I haven’t found a question answering this exact behaviour, and somehow I just don’t understand what is going on:
I read the contents of a Windows Bitmap File (bmp) into a array and use this array later to extract required information:
char biHeader[40];
// ...
source.read(biHeader,40);
// ...
int biHeight = biHeader[8] | (biHeader[9] << 8) | (biHeader[10] << 16) | (biHeader[11] << 24);
After this, biHeight shows as -112 which is totally wrong because it should be 400.
So, I took a look at a hexdump of the file. The contents read are:
90 01 00 00
Changing the byte order to big endian gives 0x190 which is 400 in decimal, as expected.
If I change above code to:
unsigned char biHeader[40];
// ...
source.read((char*)biHeader,40);
// ...
int biHeight = ... (same as before)
… then I get the expected value. What is going on here?
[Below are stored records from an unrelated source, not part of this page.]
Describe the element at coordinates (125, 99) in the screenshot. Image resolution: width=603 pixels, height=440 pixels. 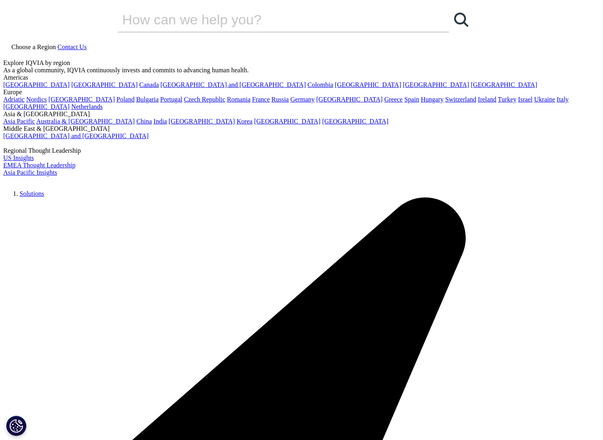
I see `a: Poland` at that location.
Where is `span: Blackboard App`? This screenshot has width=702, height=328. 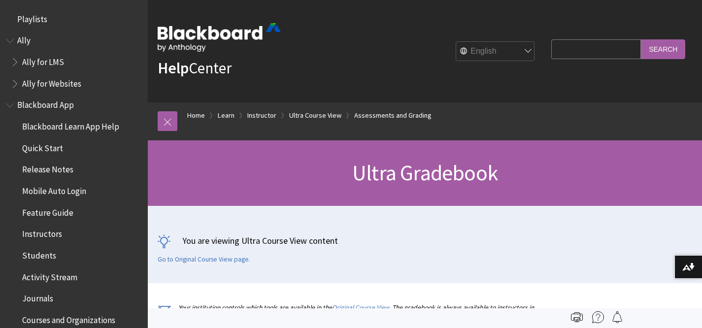
span: Blackboard App is located at coordinates (45, 103).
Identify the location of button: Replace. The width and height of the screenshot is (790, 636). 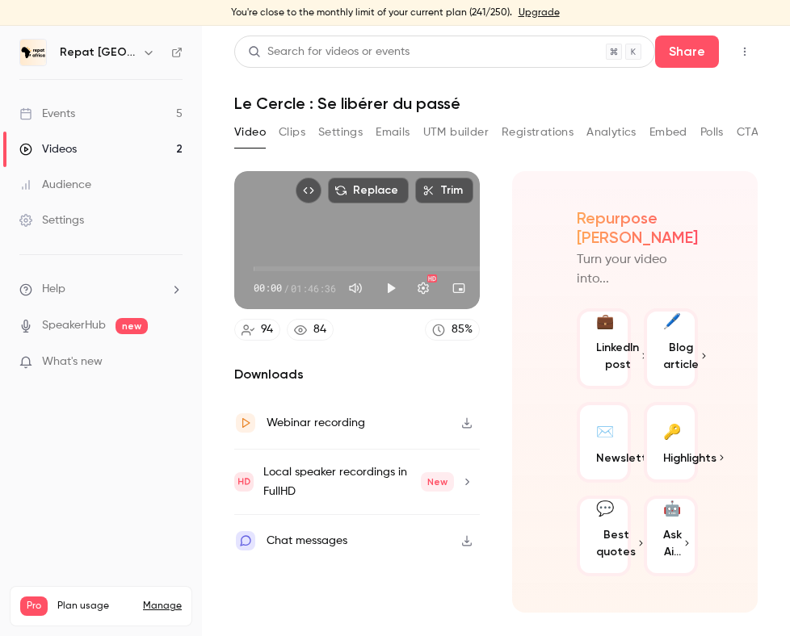
(368, 191).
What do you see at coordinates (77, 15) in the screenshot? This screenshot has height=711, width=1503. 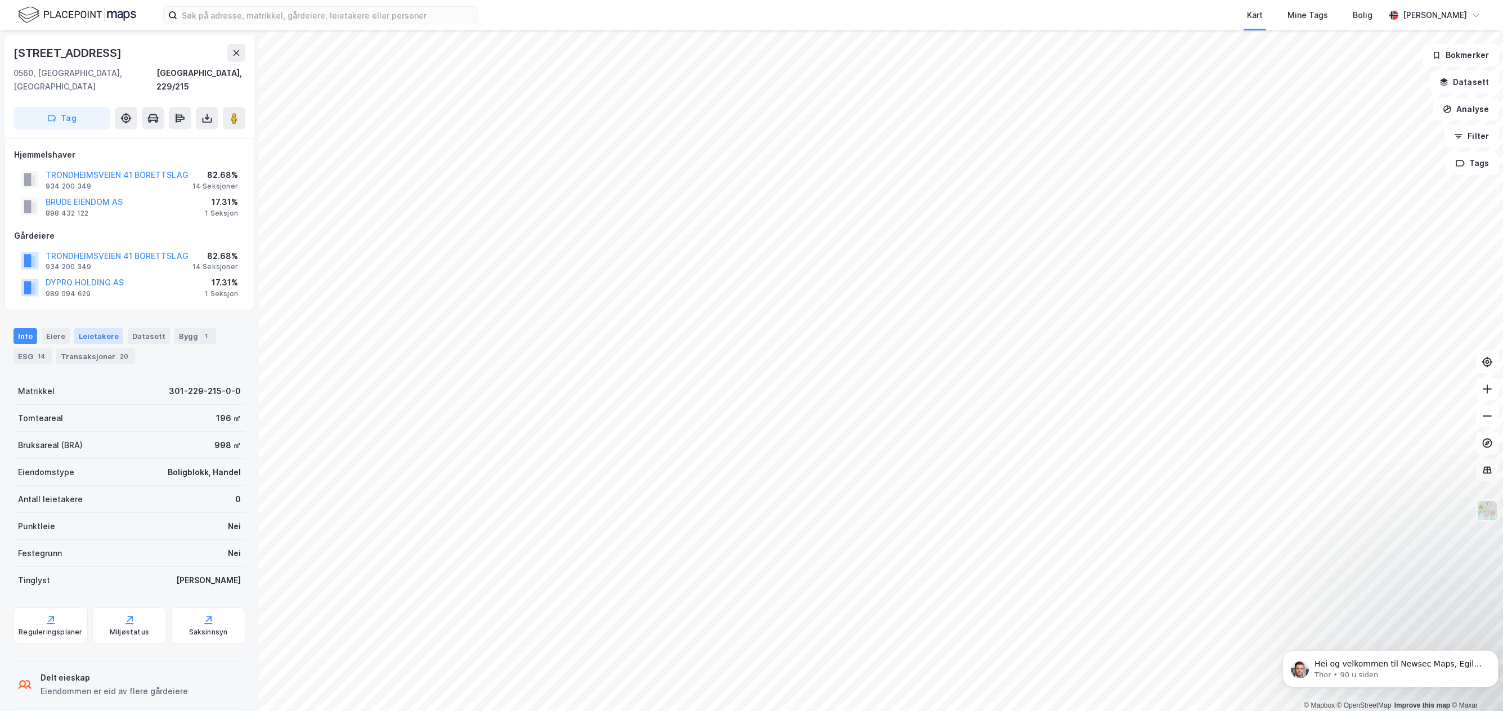 I see `img: logo.f888ab2527a4732fd821a326f86c7f29.svg` at bounding box center [77, 15].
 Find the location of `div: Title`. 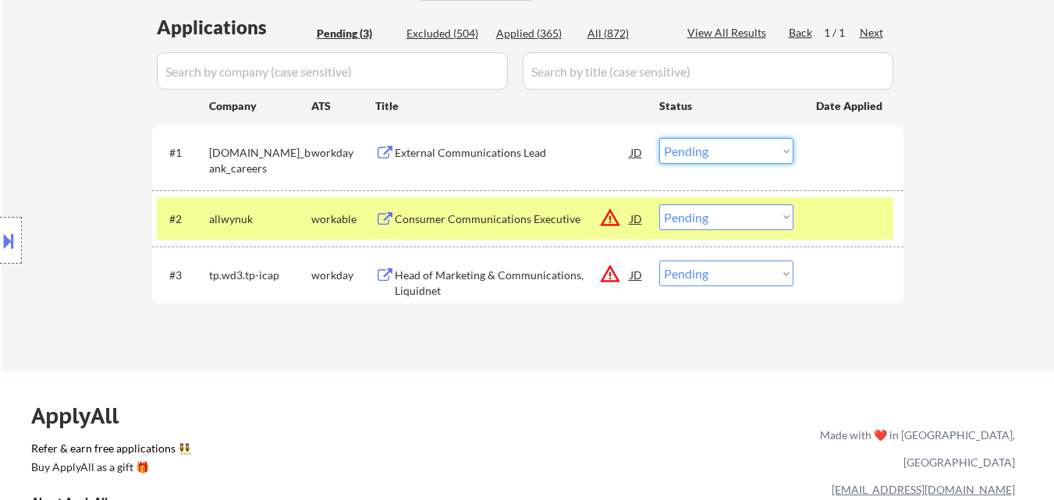

div: Title is located at coordinates (510, 106).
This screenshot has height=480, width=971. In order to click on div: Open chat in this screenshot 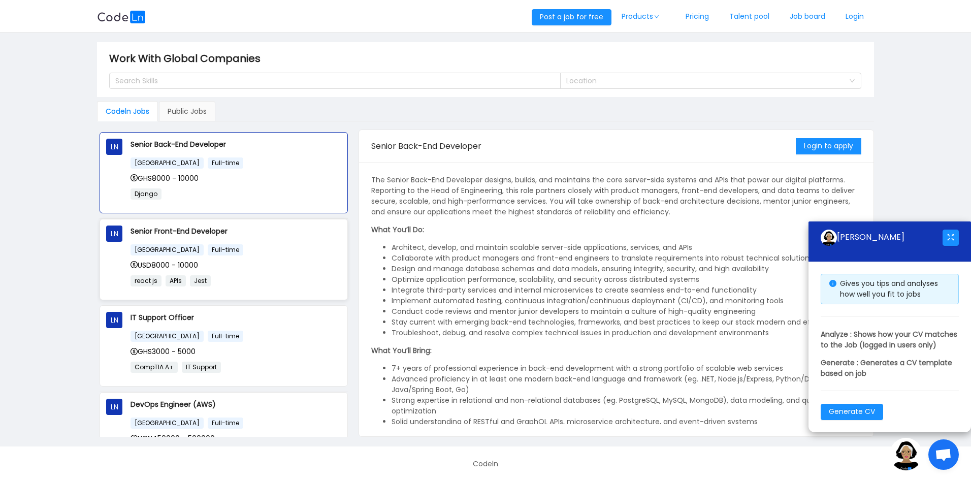, I will do `click(943, 454)`.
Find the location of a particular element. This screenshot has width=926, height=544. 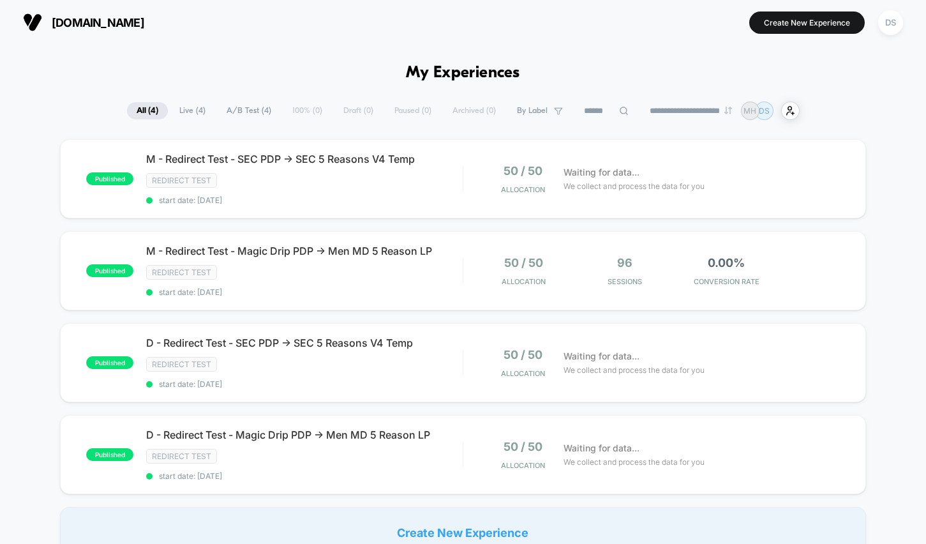

span: D - Redirect Test - Magic Drip PDP -> Men MD 5 Reason LP is located at coordinates (304, 435).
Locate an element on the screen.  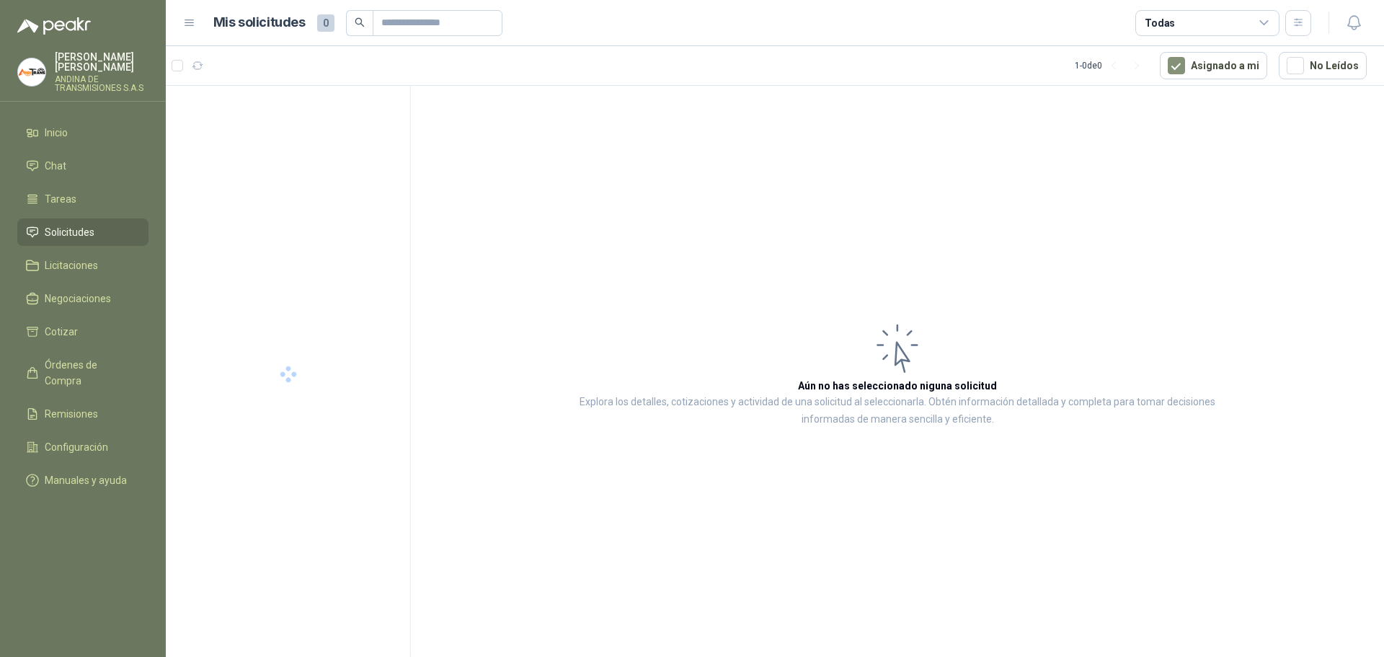
a: Licitaciones is located at coordinates (83, 265).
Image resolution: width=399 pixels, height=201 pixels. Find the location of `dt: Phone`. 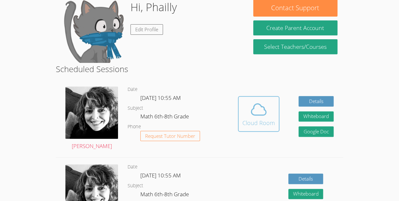

dt: Phone is located at coordinates (134, 127).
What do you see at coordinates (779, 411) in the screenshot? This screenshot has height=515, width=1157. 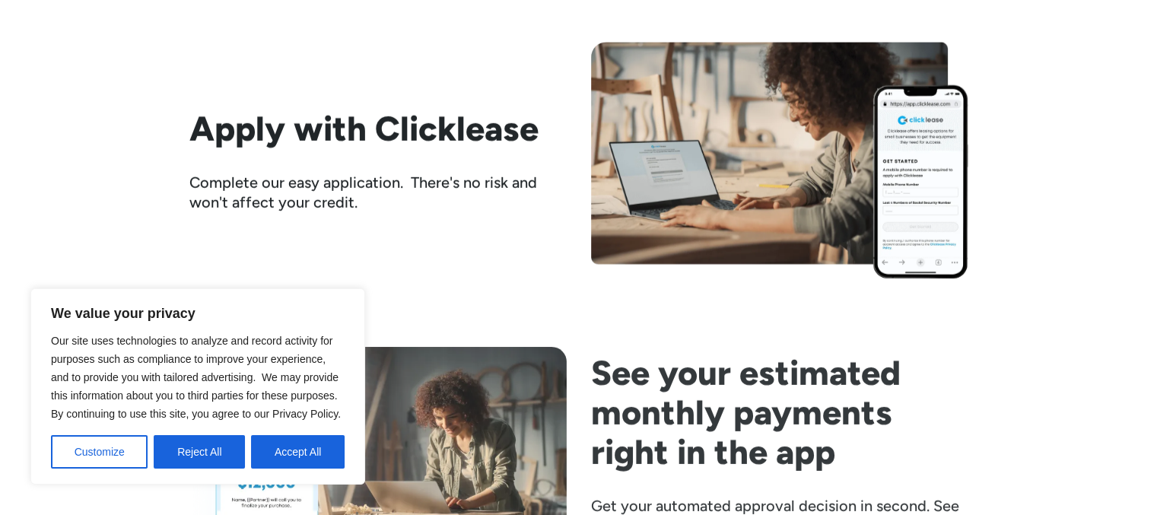 I see `h2: See your estimated monthly payments right in the app` at bounding box center [779, 411].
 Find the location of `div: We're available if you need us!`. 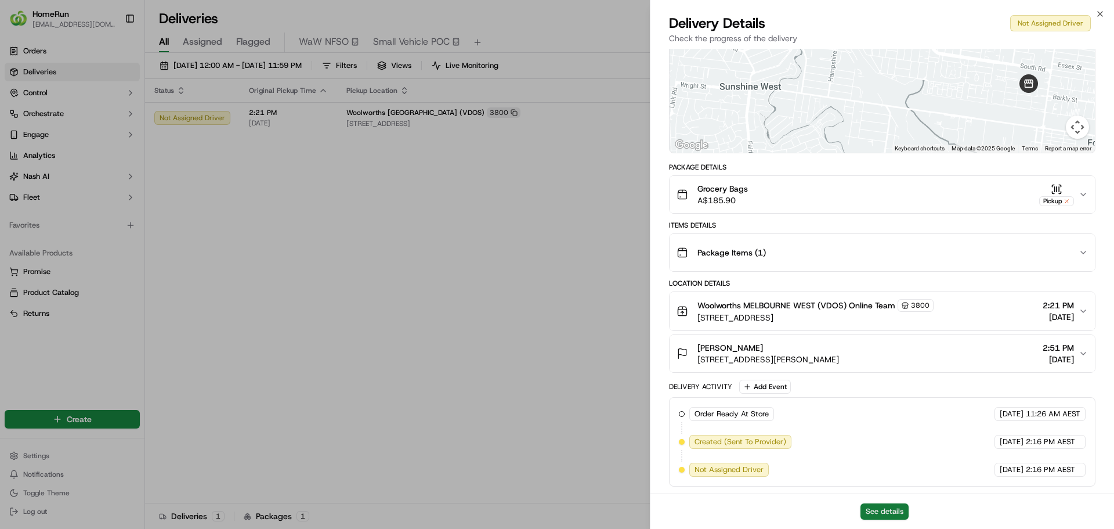

div: We're available if you need us! is located at coordinates (93, 127).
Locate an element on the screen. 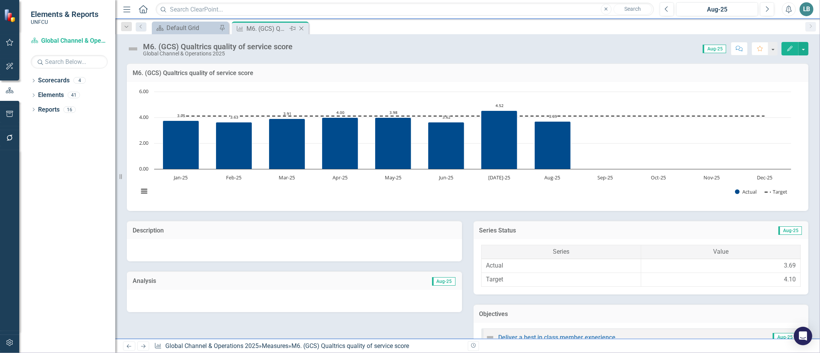  h3: Series Status is located at coordinates (577, 230).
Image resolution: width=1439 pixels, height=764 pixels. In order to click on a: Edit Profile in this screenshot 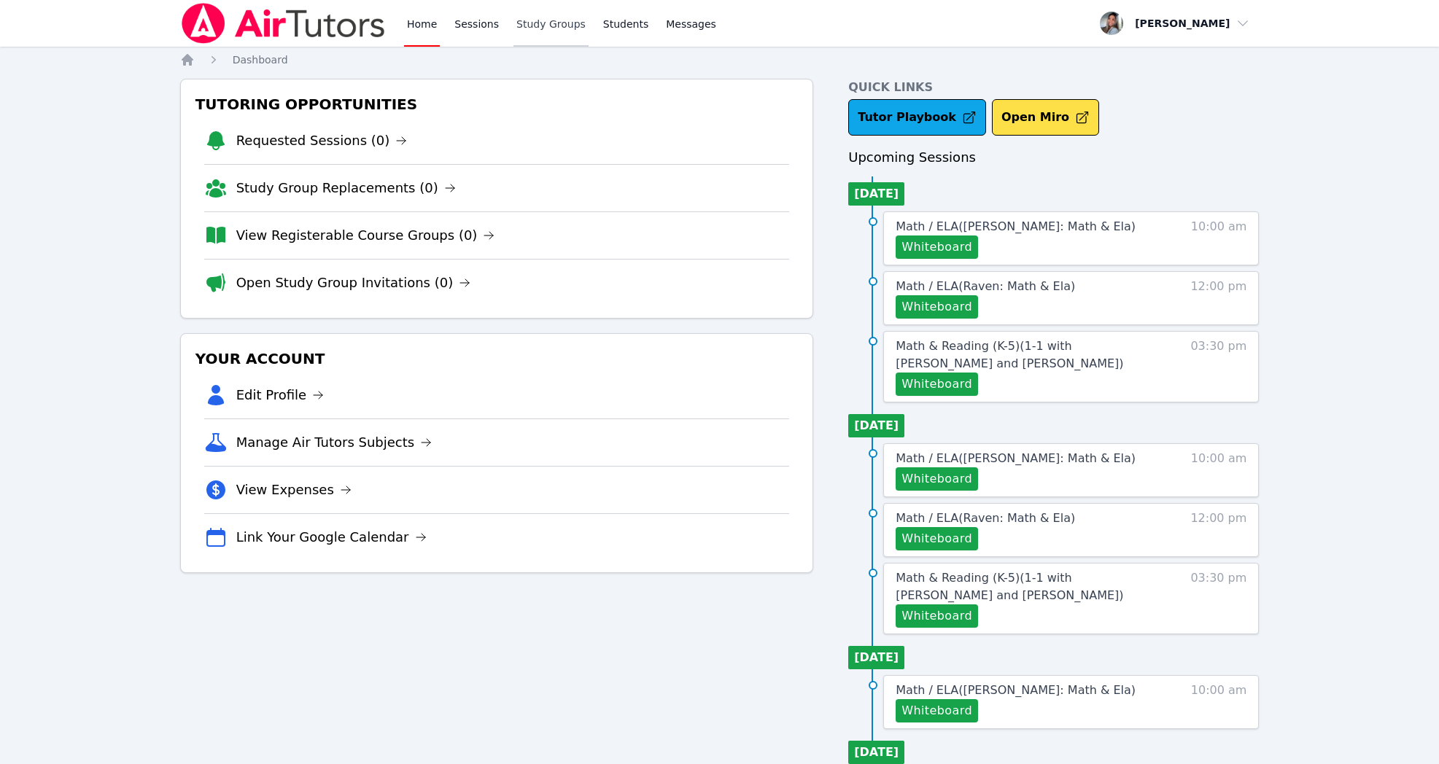, I will do `click(280, 395)`.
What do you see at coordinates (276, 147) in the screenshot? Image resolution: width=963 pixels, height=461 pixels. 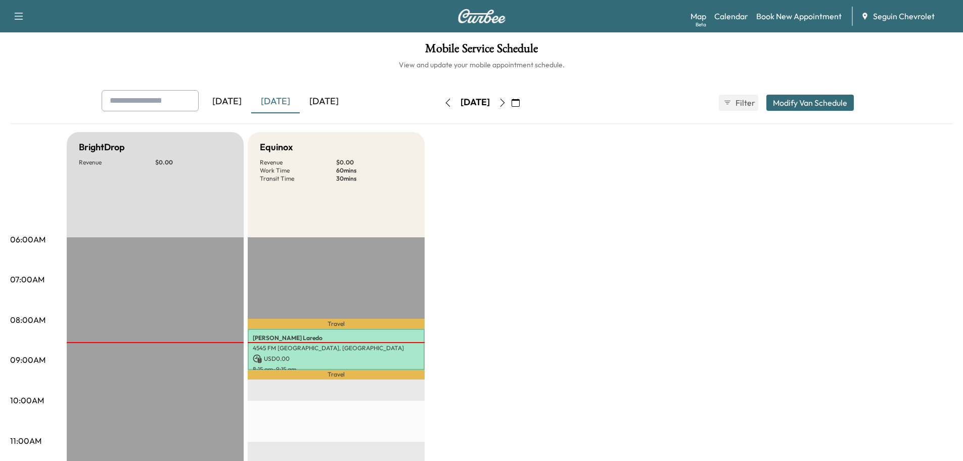 I see `h5: Equinox` at bounding box center [276, 147].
And: How would you read this data?
As a signed 8-bit two’s complement integer,
0x90is-112. When that is converted tointfor the|, its value is preserved. Since all bits from the seventh on are set if the representation is two’s complement, a bitwise or with values shifted left by at least eight bits doesn’t change the value anymore.As an unsigned 8-bit integer, the value of
0x90is 144, a positive number with no bits beyond the2^7bit set. Then, a bitwise or withbiHeader[9] << 8changes the value to the desired144 + 256 = 400.When working with bitwise operators, (almost) always use unsigned types, signed types often lead to unpleasant surprises (and undefined behaviour if the shift result is out of range or a negative integer is shifted left).